Okay, these few things are likely not compelling enough for anyone to jump into Gutenberger land. And it’s certainly not everything there is.
I have a feeling that with every block now “tagged” with a structure/class that Gutenberg adds, there is potential for some better site wide CSS changes. And I have not even started looking into the world of adding new blocks, I am thinking of maybe something to do what my flickr attribution tool does (?). It has nuked some of the older stuff done via custom meta boxes.
But frankly, I think the hysteria and indignation is overblown. If it were that hard to change we’d still be typing codes into WordPerfect. People who have gotten versatile in a platform hate to wind back to a learning mode. And if it tastes bad after the first bite, they walk out of the restaurant in disgust.
I am not saying you have to love this interface. I still cuss at it. After all, you can just wait a few months or years to learn it before they phase out the Classic editor. You will be in the same position then. Or you can bail now and try Ghost or Wix or Squarespace or Jekyll or whatever- you will still have to migrate all your stuff and learn something new.
I’m in the practice of learning, so if I was afraid/leery/reluctant to learn something new, what does it say? I am bigger and better (I hope) than my tools. So plow on or jump ship or just keep the head in the sand. Or gamble on a forked version being viable 10 years from now.
But don’t be all indignant about things, if you don’t like the software, write your own.
Have fun with that.
Featured Image: I took the Gutenberg image from the first WordPress plugin that made it available. I have struck out to find the source of it, and poop on WordPress for not providing a source.

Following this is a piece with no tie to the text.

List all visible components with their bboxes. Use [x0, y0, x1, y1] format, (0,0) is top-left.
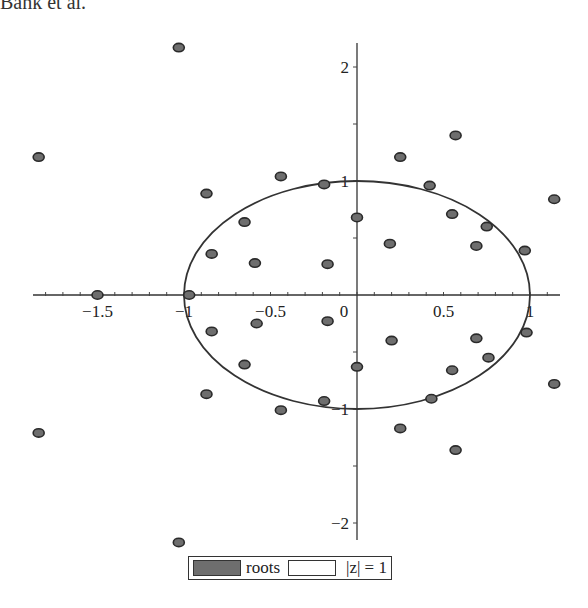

I then inserted it in Photoshop, with some fine tuned masking, to the burger Image by Alexas_Fotos on Pixabay shared under their own funky license (kind of like CC0).

My premise is that they built a tool to do a thing that I don’t do. I write in WordPress rather than trying to build pages in some modular fashion. I happen to write in the HTML editor. I’m pretty happy there.
I wouldn’t want anyone to dismiss something because it’s new/different but I also wouldn’t want anyone to start using something just because it is new.
I’m not mad that a new thing was made but I am disappointed that the new thing seems to have come about from some messed up priorities that are more about making money for a few people than doing good things for the larger community. I am looking at some interesting options for Gutenberg and ACF integrations and I think it is a much better way to guide shortcode patterns.
For any post longer than a paragraph or two, I write it up with Markdown (vim for the win!) and paste it into the WP post when completed. This workflow works pretty well for me, but I don’t know if that will work for others. I find both the classic and Gutenberg editor too cumbersome for long articles.